Look through the listing and report every line that has "will" in it.
═════ PROVIDED DATA
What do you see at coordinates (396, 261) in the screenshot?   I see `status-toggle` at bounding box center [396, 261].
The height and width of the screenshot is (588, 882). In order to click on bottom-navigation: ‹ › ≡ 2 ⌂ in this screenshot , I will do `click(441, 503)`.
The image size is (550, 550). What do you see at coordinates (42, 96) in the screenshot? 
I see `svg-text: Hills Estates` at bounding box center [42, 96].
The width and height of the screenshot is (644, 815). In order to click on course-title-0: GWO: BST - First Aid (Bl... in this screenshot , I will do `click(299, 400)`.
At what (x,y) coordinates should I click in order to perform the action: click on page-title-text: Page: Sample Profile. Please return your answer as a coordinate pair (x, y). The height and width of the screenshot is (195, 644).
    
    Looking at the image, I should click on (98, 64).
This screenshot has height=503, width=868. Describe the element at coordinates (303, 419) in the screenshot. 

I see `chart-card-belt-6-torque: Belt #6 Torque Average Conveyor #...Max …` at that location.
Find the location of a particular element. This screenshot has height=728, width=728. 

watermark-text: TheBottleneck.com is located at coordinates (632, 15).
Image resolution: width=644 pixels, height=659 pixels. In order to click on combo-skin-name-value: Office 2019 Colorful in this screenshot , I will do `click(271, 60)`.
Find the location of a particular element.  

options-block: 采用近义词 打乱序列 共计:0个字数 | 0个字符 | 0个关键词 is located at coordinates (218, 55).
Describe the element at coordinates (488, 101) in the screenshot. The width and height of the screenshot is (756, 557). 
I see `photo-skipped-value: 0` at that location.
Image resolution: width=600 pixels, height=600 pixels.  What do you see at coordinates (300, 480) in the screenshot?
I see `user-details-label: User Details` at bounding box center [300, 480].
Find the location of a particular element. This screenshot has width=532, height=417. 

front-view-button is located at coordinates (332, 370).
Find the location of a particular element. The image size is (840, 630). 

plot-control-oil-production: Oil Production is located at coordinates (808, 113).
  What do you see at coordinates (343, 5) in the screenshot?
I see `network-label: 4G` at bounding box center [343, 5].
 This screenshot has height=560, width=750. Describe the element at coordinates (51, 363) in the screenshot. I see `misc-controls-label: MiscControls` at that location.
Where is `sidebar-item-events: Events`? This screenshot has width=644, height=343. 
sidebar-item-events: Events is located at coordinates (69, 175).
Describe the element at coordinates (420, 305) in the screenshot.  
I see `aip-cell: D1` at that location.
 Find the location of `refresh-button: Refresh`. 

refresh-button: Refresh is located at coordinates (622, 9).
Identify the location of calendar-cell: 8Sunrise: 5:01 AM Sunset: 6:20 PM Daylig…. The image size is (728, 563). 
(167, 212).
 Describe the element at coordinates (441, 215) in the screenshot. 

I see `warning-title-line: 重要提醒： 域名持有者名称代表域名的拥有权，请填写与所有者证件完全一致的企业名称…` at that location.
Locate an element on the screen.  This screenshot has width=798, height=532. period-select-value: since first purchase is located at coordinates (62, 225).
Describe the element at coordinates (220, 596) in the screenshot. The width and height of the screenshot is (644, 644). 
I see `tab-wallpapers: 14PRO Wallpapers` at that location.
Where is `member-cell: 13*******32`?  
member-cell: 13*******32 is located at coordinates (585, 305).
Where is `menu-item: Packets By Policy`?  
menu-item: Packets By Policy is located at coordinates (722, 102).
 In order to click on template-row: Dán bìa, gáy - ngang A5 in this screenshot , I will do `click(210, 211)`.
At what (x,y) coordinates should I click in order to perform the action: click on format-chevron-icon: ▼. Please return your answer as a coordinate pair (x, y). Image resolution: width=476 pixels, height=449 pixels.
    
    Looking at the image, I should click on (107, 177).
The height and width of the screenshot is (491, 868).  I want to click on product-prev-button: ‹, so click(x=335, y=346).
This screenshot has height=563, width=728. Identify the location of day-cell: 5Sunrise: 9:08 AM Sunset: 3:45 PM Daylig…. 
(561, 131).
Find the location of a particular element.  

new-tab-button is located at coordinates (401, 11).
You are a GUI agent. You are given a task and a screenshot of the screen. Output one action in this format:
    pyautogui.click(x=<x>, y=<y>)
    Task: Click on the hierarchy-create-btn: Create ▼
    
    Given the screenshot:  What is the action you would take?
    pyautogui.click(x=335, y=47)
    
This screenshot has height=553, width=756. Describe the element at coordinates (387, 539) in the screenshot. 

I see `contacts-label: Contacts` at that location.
══════════
FINISHED TASK:
The height and width of the screenshot is (588, 882). In order to click on bottom-navigation: ‹ › ≡ 2 ⌂ in this screenshot , I will do `click(441, 503)`.
The width and height of the screenshot is (644, 815). In order to click on course-title-0: GWO: BST - First Aid (Bl... in this screenshot , I will do `click(299, 400)`.
Image resolution: width=644 pixels, height=659 pixels. In order to click on combo-skin-name-value: Office 2019 Colorful in this screenshot , I will do `click(271, 60)`.
 In order to click on template-row: Dán bìa, gáy - ngang A5 in this screenshot , I will do `click(210, 211)`.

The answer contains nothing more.